To bolster its case, the city pointed to a letter the office Maryland Attorney General Anthony Brown office gave a state lawmaker about a different community. But Brown’s spokeswoman confirmed to the Journal that the office wasn’t opining on Baltimore’s IG specifically.

Scott says he backs the IG’s watchdog role, but maintains state law limits what her staff is permitted to see. “We are in full support of transparency,” the twice-elected mayor said in an interview with The Wall Street Journal. “But it has to be done the right way.”

The inspector general disagrees: “This is an attempt to stop transparency.”

‘Fresh fruit tray’

Scrutiny intensified in late February when Cumming released a report detailing $167,000 in spending over roughly three years, much of it for food, by mayor’s office staffers who didn’t get necessary waivers. The report referenced “birthday celebrations, employee appreciations, baby showers, and flowers for a selective few, including executive leadership.” It also cited correspondence from 2025 stating an unnamed mayor’s office executive would like a “fresh fruit tray available to everyone in the mayor’s suite daily.”

Public backlash was swift. Terence Dickson, a Baltimore cafe owner, objects to the spending when people, including him, are struggling financially. “You can go to Sam’s Club and get a bag of oranges for $8 and a bag of apples for $8, and you put them in a bowl on a desk,” he said.

The mayor’s office said it had strengthened internal controls, while challenging some of the inspector general’s “characterizations and implications” about the spending.

Scott defends the stadium spending, noting his office often invites “everyday Baltimoreans” and rank-and-file city workers. (Political figures get invites, too). City officials said the questioned expenses equated to 0.19% of the mayor’s office budget for the period.

Scott has also found himself on the hot seat over his $163,000 city SUV. He has said it is “a police vehicle with police equipment on it.”

Meantime, Cumming sued the Scott administration over her lost access. The city tried to have the case dismissed by arguing the city can’t sue itself. A judge has allowed the suit to proceed.

Friction worsened in April, when Cumming shared on her personal Facebook page a YouTube video about the administration’s spending. It contained an AI thumbnail, depicting a stogie-smoking Scott holding shopping bags and what looks like booze, surrounded by piles of cash.

Cumming’s Facebook post said the video “ties many things together.” She quickly apologized, saying she didn’t notice the AI image before posting the video and didn’t endorse or support it.

Scott, 42 years old, said he was “very disappointed” by her post.

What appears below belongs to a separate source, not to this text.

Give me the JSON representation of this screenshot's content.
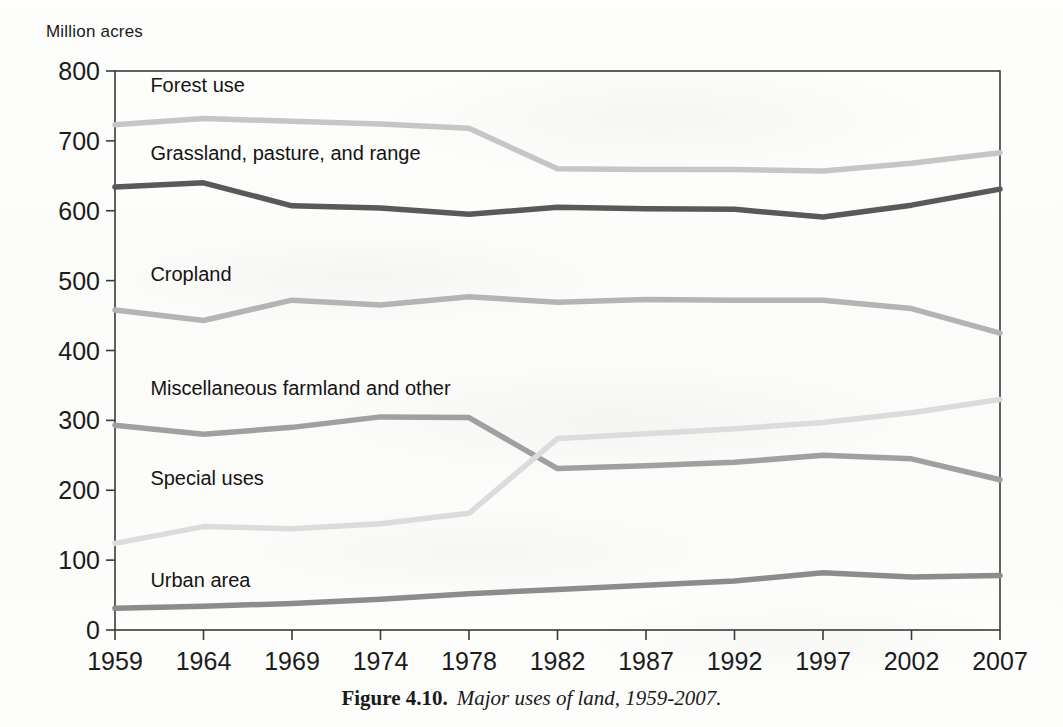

He noted that he doesn’t drink or smoke, adding that “luxury to me is an Under Armour sweatsuit.”

“That just adds on to the fire that we’re talking about, like, oh yeah, it is a young Black guy, he has to be corrupt,” Scott said.

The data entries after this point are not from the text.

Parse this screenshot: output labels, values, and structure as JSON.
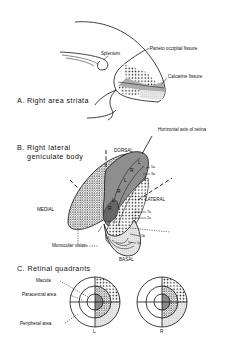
{
  "panel_a": {
    "title": "A. Right area striata",
    "labels": {
      "splenium": "Splenium",
      "parieto_occipital": "Parieto occipital fissure",
      "calcarine": "Calcarine fissure"
    }
  },
  "panel_b": {
    "title_line1": "B. Right lateral",
    "title_line2": "geniculate body",
    "labels": {
      "dorsal": "DORSAL",
      "lateral": "LATERAL",
      "medial": "MEDIAL",
      "basal": "BASAL",
      "horizontal_axis": "Horizontal axis of retina",
      "monocular": "Monocular vision"
    },
    "layer_letters": [
      "L",
      "R",
      "L",
      "R",
      "L",
      "R"
    ],
    "layer_labels": [
      "5a",
      "3a",
      "7a",
      "2a",
      "1b",
      "1a"
    ]
  },
  "panel_c": {
    "title": "C. Retinal quadrants",
    "labels": {
      "macula": "Macula",
      "paracentral": "Paracentral area",
      "peripheral": "Peripheral area"
    },
    "circle_labels": [
      "L",
      "R"
    ]
  },
  "colors": {
    "ink": "#111111",
    "dark_fill": "#8a8a8a",
    "mid_fill": "#b8b8b8",
    "light_fill": "#dedede",
    "background": "#ffffff"
  }
}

Scott’s chief of staff filed an ethics complaint soon after, arguing the image and several social-media posts raised “serious questions” about Cumming’s objectivity.

Cumming called the focus on the AI image a distraction. “My motivation is for the public,” she told the Journal. “We are an independent watchdog.”

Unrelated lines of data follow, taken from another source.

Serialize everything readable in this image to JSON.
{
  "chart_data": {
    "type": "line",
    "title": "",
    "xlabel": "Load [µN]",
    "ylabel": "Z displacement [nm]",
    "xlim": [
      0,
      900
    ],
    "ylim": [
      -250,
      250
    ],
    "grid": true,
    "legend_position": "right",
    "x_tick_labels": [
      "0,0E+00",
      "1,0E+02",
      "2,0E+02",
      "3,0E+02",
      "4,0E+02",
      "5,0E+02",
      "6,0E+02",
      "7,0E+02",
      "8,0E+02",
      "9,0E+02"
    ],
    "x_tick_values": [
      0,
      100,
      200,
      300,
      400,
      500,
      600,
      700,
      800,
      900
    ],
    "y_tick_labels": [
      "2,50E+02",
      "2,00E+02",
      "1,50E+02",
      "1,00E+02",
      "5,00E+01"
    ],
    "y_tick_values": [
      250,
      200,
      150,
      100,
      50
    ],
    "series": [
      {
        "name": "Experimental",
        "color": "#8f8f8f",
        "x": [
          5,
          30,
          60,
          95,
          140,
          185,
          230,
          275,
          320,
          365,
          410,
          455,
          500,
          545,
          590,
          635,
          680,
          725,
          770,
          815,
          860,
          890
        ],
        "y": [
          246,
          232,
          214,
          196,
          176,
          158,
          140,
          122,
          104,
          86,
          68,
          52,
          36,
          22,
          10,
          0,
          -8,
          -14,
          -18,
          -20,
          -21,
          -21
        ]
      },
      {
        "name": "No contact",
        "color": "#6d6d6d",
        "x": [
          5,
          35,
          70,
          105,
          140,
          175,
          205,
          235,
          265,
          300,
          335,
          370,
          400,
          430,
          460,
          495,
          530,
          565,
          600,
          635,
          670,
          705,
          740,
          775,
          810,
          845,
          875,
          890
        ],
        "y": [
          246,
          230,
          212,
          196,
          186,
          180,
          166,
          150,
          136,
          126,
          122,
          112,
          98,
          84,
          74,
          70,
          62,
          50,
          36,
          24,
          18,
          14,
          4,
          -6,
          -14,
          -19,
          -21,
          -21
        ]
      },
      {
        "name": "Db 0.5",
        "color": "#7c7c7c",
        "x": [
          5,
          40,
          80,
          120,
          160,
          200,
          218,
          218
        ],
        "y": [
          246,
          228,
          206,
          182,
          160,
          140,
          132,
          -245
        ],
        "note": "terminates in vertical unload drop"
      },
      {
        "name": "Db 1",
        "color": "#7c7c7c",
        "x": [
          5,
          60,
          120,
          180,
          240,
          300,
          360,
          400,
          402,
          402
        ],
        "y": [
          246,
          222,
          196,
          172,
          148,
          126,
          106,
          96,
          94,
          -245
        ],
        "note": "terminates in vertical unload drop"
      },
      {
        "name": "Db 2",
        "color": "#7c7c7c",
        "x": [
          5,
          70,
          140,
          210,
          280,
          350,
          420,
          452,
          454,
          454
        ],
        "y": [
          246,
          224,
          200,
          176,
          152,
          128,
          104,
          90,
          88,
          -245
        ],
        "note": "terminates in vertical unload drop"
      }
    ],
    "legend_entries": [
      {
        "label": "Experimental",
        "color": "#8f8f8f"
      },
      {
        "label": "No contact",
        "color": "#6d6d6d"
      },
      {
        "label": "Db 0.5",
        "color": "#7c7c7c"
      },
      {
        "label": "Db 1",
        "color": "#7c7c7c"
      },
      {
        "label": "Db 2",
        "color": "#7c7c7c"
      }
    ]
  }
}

Tensions peaked recently at Baltimore’s ornate City Hall, where members of the all-Democratic City Council considered a proposal—which would require voter approval—to explicitly grant the inspector general access to records.

The chamber was packed, with many people there to criticize the mayor’s office, either remotely or in person, during two-minute speaking slots. “Any waste is an injustice to the people,” said resident Carson Ward. “Transparency is not a threat to those who have nothing to hide.”

But the proposal stalled. A city lawyer framed it as an illegal end-run around the state Public Information Act itself. And on Monday, in a win for Scott, the City Council declined to vote it out of a committee, reducing the chances of it reaching the fall ballot. The lone “yes” vote came from Councilman Mark Conway, the sponsor, who earlier urged his colleagues to resist political pressure from the mayor’s office.

Conway drew sustained applause from spectators at the hearing, where Hawks, the boutique owner, stood to show her support.

Write to Scott Calvert at scott.calvert@wsj.com

logo logo

“A next-generation news and blog platform built to share stories that matter.”